On the other end of the spectrum, you can dive down into the individual game level. OOTP allows you to manage a game on a pitch-by-pitch basis. You can call for individual pitches, tell batters to swing or take pitches, decide whether or not to send runners, steal, bunt, play your infield in or back, substitute hitters in the line up against certain pitchers, just about anything a real manager would do.

So, in a nutshell, OOTP allows you to experience the game of baseball at just about any level from several decades of play down to the minutia of managing and playing out a specific game. It has more than satisfied my lifelong appetite for baseball, especially since the 1994 strike and the “steroid era” has put such a sour taste in my mouth for the present, largely pathetic entertainment industry (it is no longer a sport in the true sense of the word) known as Major League Baseball.

Of course I love to play with “what-ifs” and most of them have to do with my favorite team, the Atlanta Braves. What if Buzz Capra had not been injured in 1975 and his fabulous 1974 performance was just the beginning of a brilliant career? What if the Braves had not choked against the Damn Yankees in the 1996 World Series? What if Bob Horner had not been so injury-prone during the 1980’s?

Also, I enjoy looking at and comparing different teams throughout baseball history. You can look at the 1898 Boston Beaneaters (the team that later became the Boston Braves and moved to Milwaukee and Atlanta), 1906 Chicago Cubs, 1919 Chicago White Sox, 1927 Damn Yankees, 1939 Damn Yankees, 1948 Boston Braves, 1954 Cleveland Indians, 1969 New York Mets, 1975 Cincinnati Reds, 1989 Oakland Athletics, 1998 Damn Yankees, 2001 Seattle Mariners, etc.

You can compare the pitching abilities of Cy Young, Christy Mathewson, Bob Feller, Warren Spahn, Sandy Koufax, Bob Gibson, Roger Clemens and Greg Maddux.
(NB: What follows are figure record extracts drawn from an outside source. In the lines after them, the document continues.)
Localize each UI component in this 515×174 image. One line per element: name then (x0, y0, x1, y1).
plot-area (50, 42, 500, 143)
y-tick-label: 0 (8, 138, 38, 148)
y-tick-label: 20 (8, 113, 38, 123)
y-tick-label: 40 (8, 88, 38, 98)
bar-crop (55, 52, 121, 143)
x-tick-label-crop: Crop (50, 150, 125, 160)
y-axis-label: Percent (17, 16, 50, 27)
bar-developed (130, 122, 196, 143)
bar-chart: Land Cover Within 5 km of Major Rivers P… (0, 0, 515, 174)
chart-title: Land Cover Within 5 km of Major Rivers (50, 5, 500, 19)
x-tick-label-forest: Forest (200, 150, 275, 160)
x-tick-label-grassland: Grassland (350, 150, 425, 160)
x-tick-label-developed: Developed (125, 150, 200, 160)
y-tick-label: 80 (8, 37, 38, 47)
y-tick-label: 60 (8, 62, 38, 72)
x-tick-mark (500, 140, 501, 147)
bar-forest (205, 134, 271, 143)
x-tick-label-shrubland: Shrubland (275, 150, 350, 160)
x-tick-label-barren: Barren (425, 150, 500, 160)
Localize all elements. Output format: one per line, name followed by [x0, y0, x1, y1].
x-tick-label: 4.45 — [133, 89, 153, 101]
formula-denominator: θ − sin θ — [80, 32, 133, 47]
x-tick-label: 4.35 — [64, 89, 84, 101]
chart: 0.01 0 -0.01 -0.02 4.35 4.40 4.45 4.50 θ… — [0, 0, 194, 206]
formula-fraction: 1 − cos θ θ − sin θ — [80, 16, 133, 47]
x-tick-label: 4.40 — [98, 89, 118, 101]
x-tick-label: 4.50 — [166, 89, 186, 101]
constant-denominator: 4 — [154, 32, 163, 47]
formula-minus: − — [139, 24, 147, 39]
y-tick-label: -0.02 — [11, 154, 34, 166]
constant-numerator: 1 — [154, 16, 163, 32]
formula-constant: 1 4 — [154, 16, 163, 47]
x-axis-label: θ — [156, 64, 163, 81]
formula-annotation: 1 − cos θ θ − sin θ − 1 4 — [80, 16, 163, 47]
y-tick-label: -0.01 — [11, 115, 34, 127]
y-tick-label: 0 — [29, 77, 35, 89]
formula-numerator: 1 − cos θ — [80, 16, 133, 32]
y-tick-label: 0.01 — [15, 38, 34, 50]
Or the hitting prowess of Ty Cobb with Joe Jackson, Ted Williams with Joe DiMaggio, Babe Ruth with Hank Aaron, or Pete Rose with Tony Gwynn.

This sweeping look through all the eras and players that the OOTP game engine affords greatly augments the books and statistical guides I read that cause me to hold the game of baseball (rather than the business and merchandising of baseball) in such high appreciation.

Baseball is something else. It is the timeless pleasure through which our lives run like threads, connecting great moments in the Now with so much past glory. It happens as we converse about details of the day, swap stories, enjoying hot dogs and beer.

For all its numbers and ratings and statistics, OOTP is a tool for the aesthetics of that appreciation. If you get into managing games against the computer, you’ll find the computer is pretty good, though not brilliant and somewhat predictable, it still makes decent managerial decisions on an in-game basis.

What that means is that a walk-off home run is just as exciting or devastating as if it “really” happened because it happened in a game you were not only watching but managing. If that critical leftie-leftie matchup out of the bullpen ends up with the strikeout you will either feel elated or deflated depending on whether you were choosing the pitcher or the batter for that situation. There’s personal engagement, suspension of disbelief. It is fun.

I’m a Hank Aaron fan. As a point of interest in my play with OOTP, Barry Bonds never existed. (Read George Will’s outstanding piece about this asshole here. Bonds' shoe size increased from 10.5 to 13 after age 30. Come on.) Whenever he shows up in historical simulations I simply take advantage of my ability of be a baseball god in this game and edit Bonds’ player card. I give him some horrible career-ending injury before he can amount to a hill of beans.

What a wonderful world it would be. I love this game.